Republican Rep. Mike Noel of Utah blasted USFS and conservationist policies that prevented logging and proper forest management in the burned area. Trees killed by bark beetles and overgrowth in the forest made the fire more intense and harder to control than it otherwise would have been.

“When we turn the Forest Service over to the bird and bunny lovers and the tree huggers and the rock lickers, we’ve turned our history over,” Noel said according to the Associated Press. “We are going to lose our wildlife and we are going to lose our scenery, the very thing you people wanted to try to protect. It’s just plain stupidity.”

John Muir Project co-founder Chad Hanson said Noel’s allegation that trees killed by bark beetles burn faster is false, the Associated Press reported.

“That’s just logging industry propaganda,” Hanson said. “This is a direct outgrowth of the rhetoric of fear and hate coming out of the Trump administration. It has emboldened some very anti-environmental voices.”

A 2011 USFS study supports Noel’s assertion, finding that the red needles of a tree killed by mountain pine beetles ignite three times faster than a healthy tree’s needles.

The USFS also reviewed and compiled studies on the effects of beetle-killed trees on fires.

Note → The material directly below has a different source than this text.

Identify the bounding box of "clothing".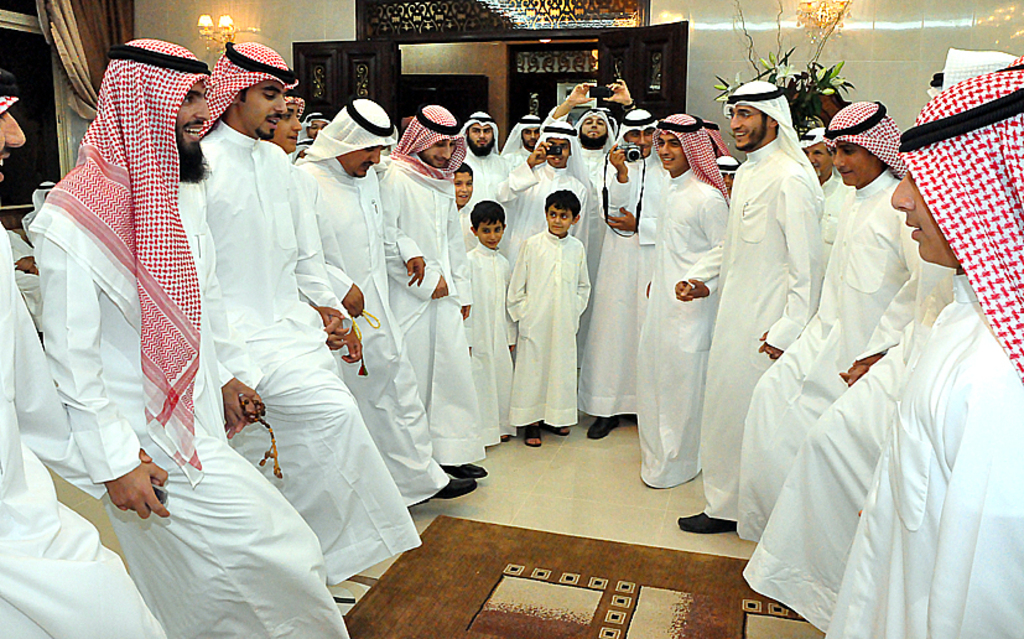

A 2014 study found fire spread 2.7 times faster in the crowns of trees killed by beetles within the past one to five years, the agency review said.

Dead trees eventually lose their needles and thin the forest’s canopy as well as add “surface fuel” to the forest floor, the review says.

“Both of these factors could act in concert to increase drying and the total amount of fine dead fuels on the surface, potentially increasing surface fire behavior compared to pre-attack conditions,” the review says.

Hanson defended the presence of dead trees left in forests in a 2010 report.

“Due in large part to the combined effects of fire suppression and post-fire logging, large snags (dead trees) are currently in severe deficit,” Hanson’s report states. “There are far too few large dead trees to maintain ecologically healthy forests.”